The Bar is a notoriously conservative profession, and for years any chambers which have taken a progressive approach to the management of their business have run the risk that those in authority would disapprove. In a small profession, even unspoken criticism can have a real effect. Now that the pressures are affecting so many barristers’ chambers, the Bar as a profession is starting to notice that we are all running businesses (or should be), and that therefore we may have to take heed of some normal business principles. Of course, for many it is too late; chambers have been collapsing over the last few years, or merging in an attempt to avoid dissolution.

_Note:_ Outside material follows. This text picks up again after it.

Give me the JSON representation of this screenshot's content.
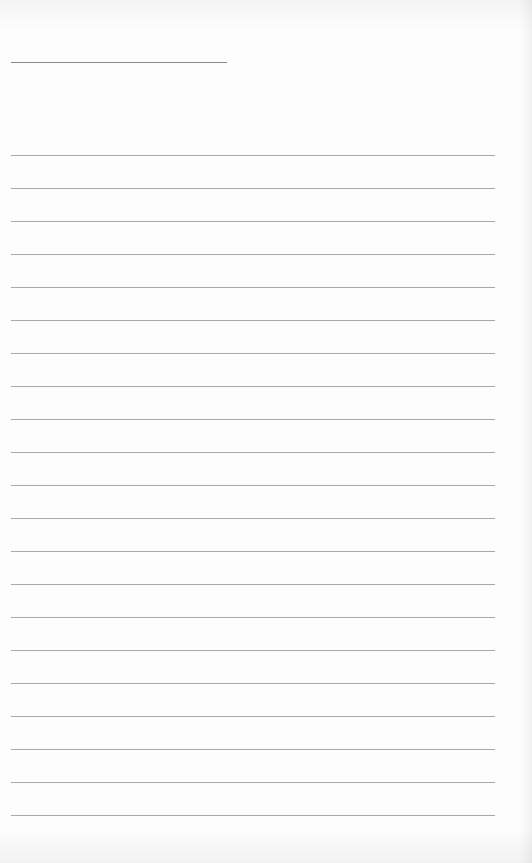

One of the fundamental aspects of ordinary business management is recruitment. It is frequently, if not universally, considered to be inappropriate to “poach” barristers from other chambers, although most businesses would consider head-hunting to be a normal part of their lives. Recruitment and selection of personnel is a specialised business, and chambers may find that they either have to take advice from recruitment professionals, or employ recruitment consultants. That would necessarily involve individual barristers being identified as suitable, approached with a view to moving to join an alternative set, and possibly even being offered incentives to make an attractive package. Some chambers have detailed remuneration packages for pupils, and that might have to extend to qualified barristers at all levels of experience.
Interestingly, we have started to see barristers moving chambers on a more regular basis. It has been, and probably still is, our tradition that you join a set of chambers with a view to staying there for life, but that may change. It is becoming a matter of survival to find a chambers which gives the individual the best chance of building a career. Therefore, those barristers who have an understanding of the importance of running a good business will start to assess their opportunities. For example, it may become relevant to examine all aspects of one’s own chambers, and various others, in order to assess career opportunities. That will involve a consideration of  management and administration, including the quality of the systems of public relations, marketing, fee collection, staffing, recruitment and selection. It is already expected by some chambers that they would want to see an applicant’s accounts for the last few years, and also would need to be reassured about health; all perfectly normal for any business, particularly one which provides a people-based service.

 

 

 

Of course, many traditional barristers would take issue with the notion that chambers operate a business; we are a profession, and must not lose sight of that fact. I agree with that view, but see a very obvious compromise, which is that we are running businesses providing professional services. Provided we all remember that commercial pressures must not intrude inappropriately, we should be able to combine good business practices with high professional standards.

Of course, a weakness of the profession in this area has always been that all barristers in chambers are self-employed, and the conservative view is that therefore each individual has an absolute right to manage his or her own affairs with minimum regard to the overall interests of chambers. More progressive chambers may now take a more corporate view, and ask members to put the interests of the corporation on a par with their own.

Another traditional perception is that a tenancy in chambers is a job for life. Part of the reason for this is the notion that, because barristers are not partners, there is no mechanism to ask a member to leave. An alternative explanation may be that, in the past, the pressures have never been so severe that chambers require to operate at maximum efficiency in order to survive; in today’s climate, that attitude may have to change.

Good recruitment may be one of the essential changes which the Bar must make in order to continue to provide a service of real importance. That may mean that “poaching” becomes an out-dated word, and that head-hunting develops into a respectable part of our business/professional world. If it did, we would gradually create high quality organisations, offering first rate services.